Turnitin’s freshman screening could rise sharply, however, if the service is adopted by Common Application, the online service used by 456 college admissions offices. Rob Killion, Common Application’s executive director, said there is “a very real chance” it will add Turnitin in 2013.
Among current Turnitin for Admissions users are some graduate schools at Johns Hopkins, Brandeis, Northeastern, and Iowa State. They pay annual fees that start at $1,500 and rise depending on volume, averaging about a dollar per application, Lorton said. About half the schools explicitly tell applicants about the detection, while others warn more vaguely.

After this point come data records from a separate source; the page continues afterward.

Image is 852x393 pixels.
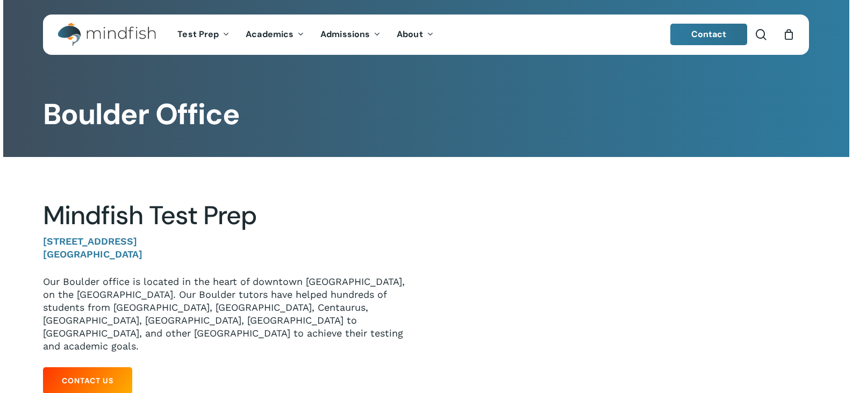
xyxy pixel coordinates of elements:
[670,24,748,45] a: Contact
[169,30,238,39] a: Test Prep
[169,15,441,55] nav: Main Menu
[691,28,727,40] span: Contact
[43,275,410,353] p: Our Boulder office is located in the heart of downtown [GEOGRAPHIC_DATA], on the [GEOGRAPHIC_DATA...
[177,28,219,40] span: Test Prep
[62,375,113,386] span: Contact Us
[43,248,142,260] strong: [GEOGRAPHIC_DATA]
[43,15,809,55] header: Main Menu
[320,28,370,40] span: Admissions
[389,30,442,39] a: About
[43,200,410,231] h2: Mindfish Test Prep
[43,97,808,132] h1: Boulder Office
[246,28,293,40] span: Academics
[312,30,389,39] a: Admissions
[238,30,312,39] a: Academics
[397,28,423,40] span: About
[43,235,137,247] strong: [STREET_ADDRESS]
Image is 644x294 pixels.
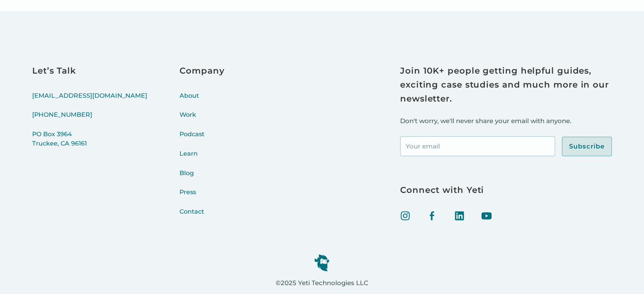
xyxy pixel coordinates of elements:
[400,64,612,106] h3: Join 10K+ people getting helpful guides, exciting case studies and much more in our newsletter.
[32,110,147,130] a: [PHONE_NUMBER]
[314,254,329,271] img: yeti logo icon
[179,110,224,130] a: Work
[179,64,224,78] h3: Company
[32,91,147,111] a: [EMAIL_ADDRESS][DOMAIN_NAME]
[400,136,555,156] input: Your email
[179,150,224,169] a: Learn
[179,130,224,150] a: Podcast
[400,136,612,156] form: Footer Newsletter Signup
[400,116,612,126] p: Don't worry, we'll never share your email with anyone.
[179,91,224,111] a: About
[179,169,224,188] a: Blog
[32,64,147,78] h3: Let’s Talk
[400,183,612,197] h3: Connect with Yeti
[427,211,437,220] img: facebook icon
[561,136,612,156] input: Subscribe
[179,188,224,207] a: Press
[32,130,147,159] a: PO Box 3964Truckee, CA 96161
[482,211,492,220] img: Youtube icon
[454,211,465,220] img: linked in icon
[275,278,369,289] p: ©2025 Yeti Technologies LLC
[179,207,224,227] a: Contact
[400,211,410,220] img: Instagram icon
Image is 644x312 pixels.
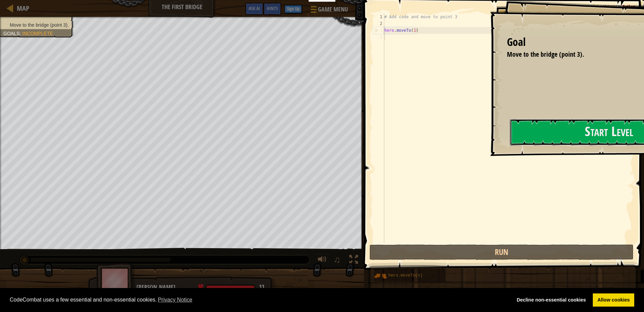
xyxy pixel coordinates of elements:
[157,294,194,305] a: learn more about cookies
[245,3,263,15] button: Ask AI
[373,13,384,20] div: 1
[4,31,20,36] span: Goals
[267,5,278,11] span: Hints
[374,27,384,34] div: 3
[512,293,591,306] a: deny cookies
[13,4,29,13] a: Map
[305,3,352,18] button: Game Menu
[20,31,22,36] span: :
[370,244,634,260] button: Run
[373,34,384,41] div: 4
[17,4,29,13] span: Map
[373,20,384,27] div: 2
[507,50,584,59] span: Move to the bridge (point 3).
[593,293,634,306] a: allow cookies
[22,31,53,36] span: Incomplete
[388,273,422,278] span: hero.moveTo(n)
[4,22,69,28] li: Move to the bridge (point 3).
[248,5,260,11] span: Ask AI
[10,22,69,27] span: Move to the bridge (point 3).
[318,5,348,14] span: Game Menu
[10,294,507,305] span: CodeCombat uses a few essential and non-essential cookies.
[374,269,386,282] img: portrait.png
[285,5,302,13] button: Sign Up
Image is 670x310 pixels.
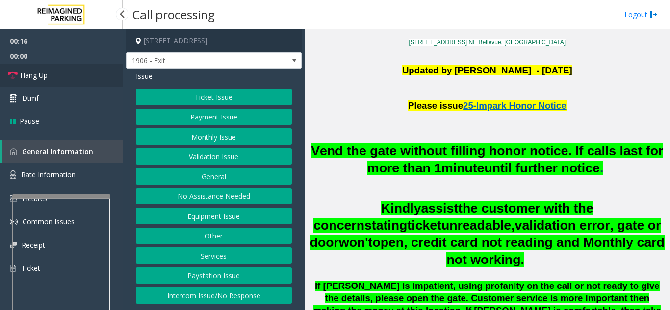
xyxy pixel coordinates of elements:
span: open, credit card not reading and Monthly card not working. [372,235,664,267]
button: Other [136,228,292,245]
img: 'icon' [10,196,17,202]
span: ticket [407,218,441,233]
b: Updated by [PERSON_NAME] - [DATE] [402,65,572,75]
span: stating [364,218,407,233]
span: Kindly [381,201,421,216]
a: Logout [624,9,657,20]
img: 'icon' [10,264,16,273]
span: Please issue [408,100,463,111]
span: Vend the gate without filling honor notice. If calls last for more than 1 [311,144,663,175]
button: Paystation Issue [136,268,292,284]
button: Intercom Issue/No Response [136,287,292,304]
span: won't [339,235,373,250]
span: assist [421,201,458,216]
img: logout [649,9,657,20]
button: Ticket Issue [136,89,292,105]
span: 1906 - Exit [126,53,266,69]
button: Services [136,248,292,264]
span: minute [441,161,484,175]
button: Payment Issue [136,109,292,125]
span: General Information [22,147,93,156]
span: Pictures [22,194,48,203]
span: validation error, gate or door [310,218,661,250]
span: . [599,161,603,175]
img: 'icon' [10,218,18,226]
button: Equipment Issue [136,208,292,224]
span: until further notice [484,161,599,175]
img: 'icon' [10,171,16,179]
span: the customer with the concern [313,201,593,233]
a: 25-Impark Honor Notice [463,96,566,112]
h3: Call processing [127,2,220,26]
button: No Assistance Needed [136,188,292,205]
a: [STREET_ADDRESS] NE Bellevue, [GEOGRAPHIC_DATA] [409,39,566,46]
span: unreadable, [441,218,515,233]
button: Monthly Issue [136,128,292,145]
img: 'icon' [10,148,17,155]
button: General [136,168,292,185]
a: General Information [2,140,123,163]
span: Pause [20,116,39,126]
button: Validation Issue [136,149,292,165]
img: 'icon' [10,242,17,249]
span: Rate Information [21,170,75,179]
h4: [STREET_ADDRESS] [126,29,301,52]
span: Issue [136,71,152,81]
span: Dtmf [22,93,39,103]
span: 25-Impark Honor Notice [463,100,566,111]
span: Hang Up [20,70,48,80]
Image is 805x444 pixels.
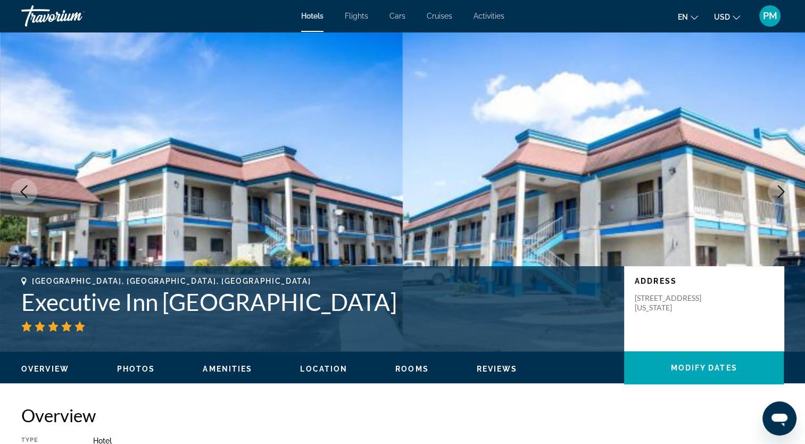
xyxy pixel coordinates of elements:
button: Modify Dates [624,351,784,384]
button: Change language [678,9,698,24]
h2: Overview [21,404,784,426]
button: Rooms [395,364,429,373]
button: Overview [21,364,69,373]
span: Modify Dates [670,363,737,372]
span: en [678,13,688,21]
button: Next image [768,178,794,205]
a: Cars [389,12,405,20]
span: [GEOGRAPHIC_DATA], [GEOGRAPHIC_DATA], [GEOGRAPHIC_DATA] [32,277,311,285]
button: Photos [117,364,155,373]
button: Location [300,364,347,373]
button: Amenities [203,364,252,373]
button: User Menu [756,5,784,27]
p: Address [635,277,773,285]
iframe: Button to launch messaging window [762,401,796,435]
button: Change currency [714,9,740,24]
button: Reviews [477,364,518,373]
a: Hotels [301,12,323,20]
h1: Executive Inn [GEOGRAPHIC_DATA] [21,288,613,315]
a: Travorium [21,2,128,30]
a: Activities [474,12,504,20]
span: PM [763,11,777,21]
button: Previous image [11,178,37,205]
p: [STREET_ADDRESS][US_STATE] [635,293,720,312]
a: Flights [345,12,368,20]
span: USD [714,13,730,21]
a: Cruises [427,12,452,20]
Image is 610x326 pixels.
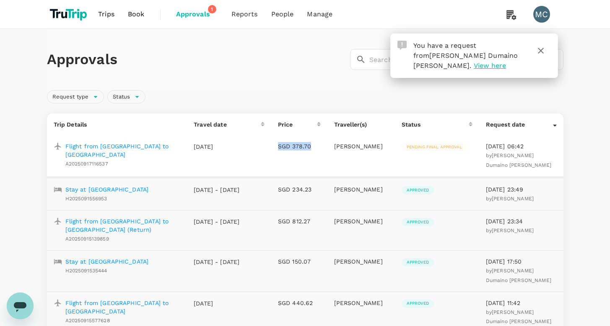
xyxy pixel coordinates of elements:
[402,219,434,225] span: Approved
[278,142,321,150] p: SGD 378.70
[65,217,181,234] a: Flight from [GEOGRAPHIC_DATA] to [GEOGRAPHIC_DATA] (Return)
[47,90,104,104] div: Request type
[65,299,181,316] a: Flight from [GEOGRAPHIC_DATA] to [GEOGRAPHIC_DATA]
[65,257,149,266] a: Stay at [GEOGRAPHIC_DATA]
[486,120,553,129] div: Request date
[194,218,240,226] p: [DATE] - [DATE]
[194,143,240,151] p: [DATE]
[486,268,551,283] span: by
[334,257,388,266] p: [PERSON_NAME]
[65,161,108,167] span: A20250917116537
[486,309,551,325] span: [PERSON_NAME] Dumaino [PERSON_NAME]
[47,93,94,101] span: Request type
[65,185,149,194] a: Stay at [GEOGRAPHIC_DATA]
[65,318,110,324] span: A20250915577628
[397,41,407,50] img: Approval Request
[486,196,534,202] span: by
[486,185,557,194] p: [DATE] 23:49
[108,93,135,101] span: Status
[402,144,467,150] span: Pending final approval
[107,90,145,104] div: Status
[278,185,321,194] p: SGD 234.23
[486,153,551,168] span: [PERSON_NAME] Dumaino [PERSON_NAME]
[486,257,557,266] p: [DATE] 17:50
[98,9,114,19] span: Trips
[194,186,240,194] p: [DATE] - [DATE]
[413,52,518,70] span: [PERSON_NAME] Dumaino [PERSON_NAME]
[334,120,388,129] p: Traveller(s)
[402,120,469,129] div: Status
[334,217,388,226] p: [PERSON_NAME]
[402,259,434,265] span: Approved
[486,309,551,325] span: by
[486,217,557,226] p: [DATE] 23:34
[128,9,145,19] span: Book
[486,268,551,283] span: [PERSON_NAME] Dumaino [PERSON_NAME]
[208,5,216,13] span: 1
[369,49,563,70] input: Search by travellers, trips, or destination
[65,236,109,242] span: A20250915139859
[278,120,317,129] div: Price
[474,62,506,70] span: View here
[65,268,107,274] span: H2025091535444
[47,5,92,23] img: TruTrip logo
[194,258,240,266] p: [DATE] - [DATE]
[65,142,181,159] a: Flight from [GEOGRAPHIC_DATA] to [GEOGRAPHIC_DATA]
[486,153,551,168] span: by
[307,9,332,19] span: Manage
[176,9,218,19] span: Approvals
[271,9,294,19] span: People
[231,9,258,19] span: Reports
[402,187,434,193] span: Approved
[533,6,550,23] div: MC
[54,120,181,129] p: Trip Details
[7,293,34,319] iframe: Button to launch messaging window
[65,196,107,202] span: H2025091556953
[492,196,534,202] span: [PERSON_NAME]
[492,228,534,233] span: [PERSON_NAME]
[278,257,321,266] p: SGD 150.07
[413,41,518,70] span: You have a request from .
[402,301,434,306] span: Approved
[47,51,347,68] h1: Approvals
[194,299,240,308] p: [DATE]
[334,185,388,194] p: [PERSON_NAME]
[278,299,321,307] p: SGD 440.62
[334,142,388,150] p: [PERSON_NAME]
[486,142,557,150] p: [DATE] 06:42
[278,217,321,226] p: SGD 812.27
[194,120,261,129] div: Travel date
[486,299,557,307] p: [DATE] 11:42
[334,299,388,307] p: [PERSON_NAME]
[486,228,534,233] span: by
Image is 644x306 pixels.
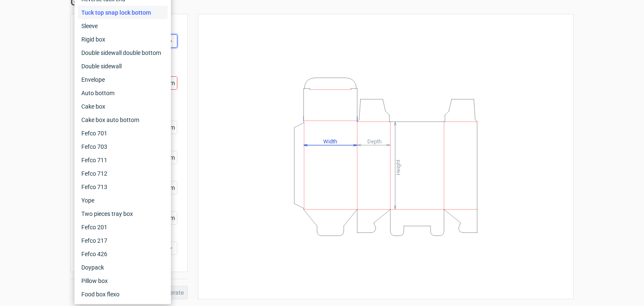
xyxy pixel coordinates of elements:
[78,6,168,19] div: Tuck top snap lock bottom
[78,194,168,207] div: Yope
[78,180,168,194] div: Fefco 713
[78,288,168,301] div: Food box flexo
[78,220,168,234] div: Fefco 201
[395,159,401,175] tspan: Height
[78,100,168,113] div: Cake box
[78,261,168,274] div: Doypack
[78,247,168,261] div: Fefco 426
[78,153,168,167] div: Fefco 711
[78,73,168,87] div: Envelope
[78,113,168,126] div: Cake box auto bottom
[78,33,168,46] div: Rigid box
[78,59,168,73] div: Double sidewall
[78,274,168,288] div: Pillow box
[78,207,168,220] div: Two pieces tray box
[78,234,168,247] div: Fefco 217
[78,19,168,33] div: Sleeve
[367,138,381,144] tspan: Depth
[78,167,168,180] div: Fefco 712
[78,87,168,100] div: Auto bottom
[78,140,168,153] div: Fefco 703
[78,46,168,59] div: Double sidewall double bottom
[323,138,337,144] tspan: Width
[78,126,168,140] div: Fefco 701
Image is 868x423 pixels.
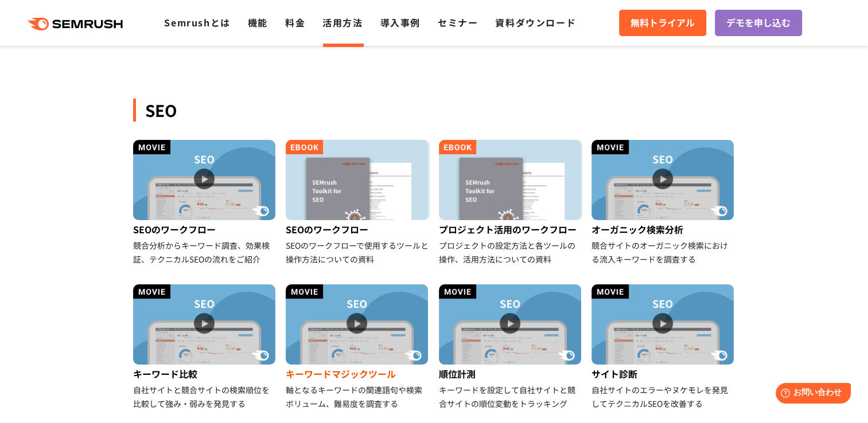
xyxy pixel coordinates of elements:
div: SEOのワークフロー [133,220,277,238]
div: SEOのワークフロー [285,220,430,238]
a: 資料ダウンロード [495,16,576,29]
a: 導入事例 [380,16,421,29]
div: SEOのワークフローで使用するツールと操作方法についての資料 [285,238,430,266]
a: キーワードマジックツール 軸となるキーワードの関連語句や検索ボリューム、難易度を調査する [285,285,430,411]
div: オーガニック検索分析 [592,220,735,238]
div: 自社サイトと競合サイトの検索順位を比較して強み・弱みを発見する [133,383,277,411]
div: 競合分析からキーワード調査、効果検証、テクニカルSEOの流れをご紹介 [133,238,277,266]
div: 順位計測 [439,365,583,383]
a: 料金 [285,16,305,29]
a: 順位計測 キーワードを設定して自社サイトと競合サイトの順位変動をトラッキング [439,285,583,411]
div: キーワードを設定して自社サイトと競合サイトの順位変動をトラッキング [439,383,583,411]
a: 機能 [248,16,268,29]
a: 無料トライアル [619,10,706,36]
div: 軸となるキーワードの関連語句や検索ボリューム、難易度を調査する [285,383,430,411]
iframe: Help widget launcher [766,379,856,411]
span: 無料トライアル [630,16,695,31]
span: デモを申し込む [726,16,790,31]
div: キーワード比較 [133,365,277,383]
a: 活用方法 [323,16,362,29]
div: サイト診断 [592,365,735,383]
a: セミナー [438,16,478,29]
a: キーワード比較 自社サイトと競合サイトの検索順位を比較して強み・弱みを発見する [133,285,277,411]
div: 競合サイトのオーガニック検索における流入キーワードを調査する [592,238,735,266]
div: 自社サイトのエラーやヌケモレを発見してテクニカルSEOを改善する [592,383,735,411]
a: オーガニック検索分析 競合サイトのオーガニック検索における流入キーワードを調査する [592,140,735,266]
a: デモを申し込む [715,10,802,36]
div: プロジェクトの設定方法と各ツールの操作、活用方法についての資料 [439,238,583,266]
a: SEOのワークフロー SEOのワークフローで使用するツールと操作方法についての資料 [285,140,430,266]
div: SEO [133,99,735,121]
div: プロジェクト活用のワークフロー [439,220,583,238]
div: キーワードマジックツール [285,365,430,383]
a: Semrushとは [164,16,230,29]
a: サイト診断 自社サイトのエラーやヌケモレを発見してテクニカルSEOを改善する [592,285,735,411]
a: SEOのワークフロー 競合分析からキーワード調査、効果検証、テクニカルSEOの流れをご紹介 [133,140,277,266]
a: プロジェクト活用のワークフロー プロジェクトの設定方法と各ツールの操作、活用方法についての資料 [439,140,583,266]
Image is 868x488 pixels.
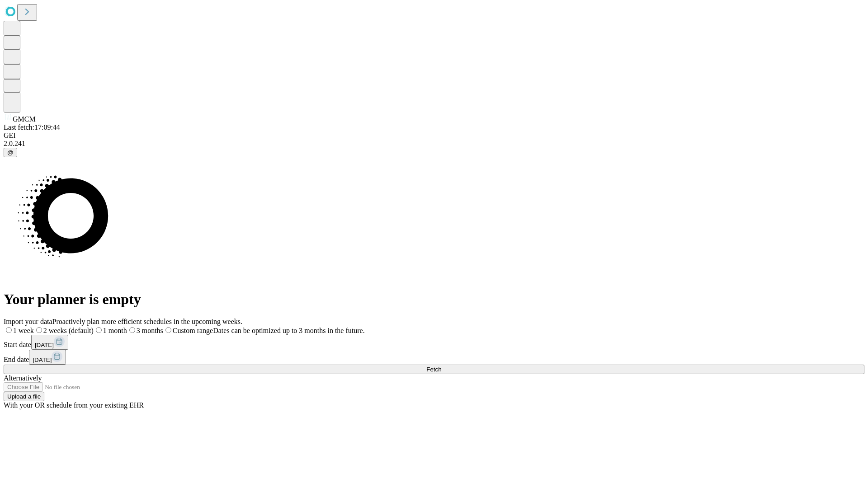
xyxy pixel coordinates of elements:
[3,365,865,374] button: Fetch
[36,327,42,333] input: 2 weeks (default)
[213,327,365,334] span: Dates can be optimized up to 3 months in the future.
[166,327,172,333] input: Custom rangeDates can be optimized up to 3 months in the future.
[173,327,213,334] span: Custom range
[32,335,68,350] button: [DATE]
[129,327,135,333] input: 3 months
[3,131,865,139] div: GEI
[3,291,865,308] h1: Your planner is empty
[3,402,143,409] span: With your OR schedule from your existing EHR
[103,327,127,334] span: 1 month
[33,357,52,363] span: [DATE]
[29,350,66,365] button: [DATE]
[3,350,865,365] div: End date
[52,318,242,326] span: Proactively plan more efficient schedules in the upcoming weeks.
[13,115,36,123] span: GMCM
[137,327,163,334] span: 3 months
[3,318,52,326] span: Import your data
[96,327,102,333] input: 1 month
[426,366,441,373] span: Fetch
[7,149,13,156] span: @
[3,392,44,402] button: Upload a file
[3,139,865,148] div: 2.0.241
[3,123,60,131] span: Last fetch: 17:09:44
[13,327,34,334] span: 1 week
[35,342,54,349] span: [DATE]
[3,335,865,350] div: Start date
[3,148,17,158] button: @
[3,374,42,382] span: Alternatively
[6,327,12,333] input: 1 week
[44,327,94,334] span: 2 weeks (default)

Before adding the tool, staffers at Penn State’s Smeal College of Business two years ago discovered 29 essays about “principled leadership” that contained material lifted from the web, said Carrie Marcinkevage, the MBA program’s managing director. Except for a few borderline cases, those graduate school applications were denied.
Since then, Turnitin has helped find plagiarism rates of between 3 percent and 5 percent, Marcinkevage said, adding that the technology is worthwhile because it “covers a lot more ground” than humans can.
Dominican University of California, in San Rafael, recently began using Turnitin in its graduate programs. Applicants sometimes “resort to whatever means possible to get an edge. It’s unfortunate, but I think it’s human nature,” graduate admissions director Larry Schwartz said.
A few suspicious reports are being investigated, and most suspected plagiarists will be given “the benefit of the doubt” and a chance to submit a second essay for scrutiny, Schwartz said.
At UCLA Anderson, one recent applicant didn’t search far for essay material. He stole verbatim from the school’s website in citing “exceptional academic preparation, a cooperative and congenial student culture, and access to a thriving business community.”
If plagiarists like that are denied admissions, future business leaders might include fewer unethical careerists, said UCLA Anderson’s Ainslie.
“If they are going to do that,” he said, “they are going to do it in every aspect of their lives.”